This amazing and genuine blog post is written by our client AD. She is a brave, fierce and resilient recovery warrior. We are so inspired by her every single day. Here she is:
Let’s be honest, you don’t have control. It feels like it. It feels like using behaviors puts you in control of your life, in control of your body, in control of what others think of you, but it doesn’t.
Five years from now I’ll be just out of college, starting a life on my own. If I let my eating disorder keep control I probably won’t be able to go to college and if I do it won’t be the experience I wanted. It won’t be across the country, partying hard and embracing my youth while I still can. It will be me stuck in the same place, going to school close to home so my parents can keep an eye on me. My eating disorder won’t let me go to parties or focus in class because it has my full attention.
Ten years from now I want to be starting my life. I hope to be entering a career that makes me happy and positively influences the world. Maybe I will meet a man, maybe not, but I know if I can’t learn to love myself no one else will be able to love me.

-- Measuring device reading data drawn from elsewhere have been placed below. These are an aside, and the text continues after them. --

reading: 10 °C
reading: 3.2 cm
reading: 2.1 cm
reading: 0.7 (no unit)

And I know that I won’t be able to change the world if my whole world is consumed by my eating disorder.
Twenty years from now I could be thriving with my family and whatever industry I decide to go into. I could be running and traveling the world, doing what makes me happy. Or, if I let my eating disorder keep control, I could be dead. I know it seems dark but it is the scary truth.
Every time your eating disorder makes a decision for you, it reinforces that the monster holds the controller, not you.

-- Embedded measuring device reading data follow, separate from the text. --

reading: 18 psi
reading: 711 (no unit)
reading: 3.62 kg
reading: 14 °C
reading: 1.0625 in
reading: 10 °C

It tricks you into thinking you have the control because you are making your body look a certain way or you are making people see you a certain way, but really the food and the rules are controlling you.
Diet culture is controlling you.
Your eating disorder is controlling you.
No matter how in control you think you are in the heat of the moment if you are engaging in behaviors you do not have charge of your life.
Once you acknowledge that it is not you who wants to compulsively exercise or restrict or whatever, you have taken your first step towards taking control back.
You may believe that it is you who wants to do the bad things your eating disorder makes you do, but it’s not. It may be hard right now but that recognition will get you so much closer to recovery. Accept yourself for who you are and stop trying to change to fit other people’s standards. That is how you really take control.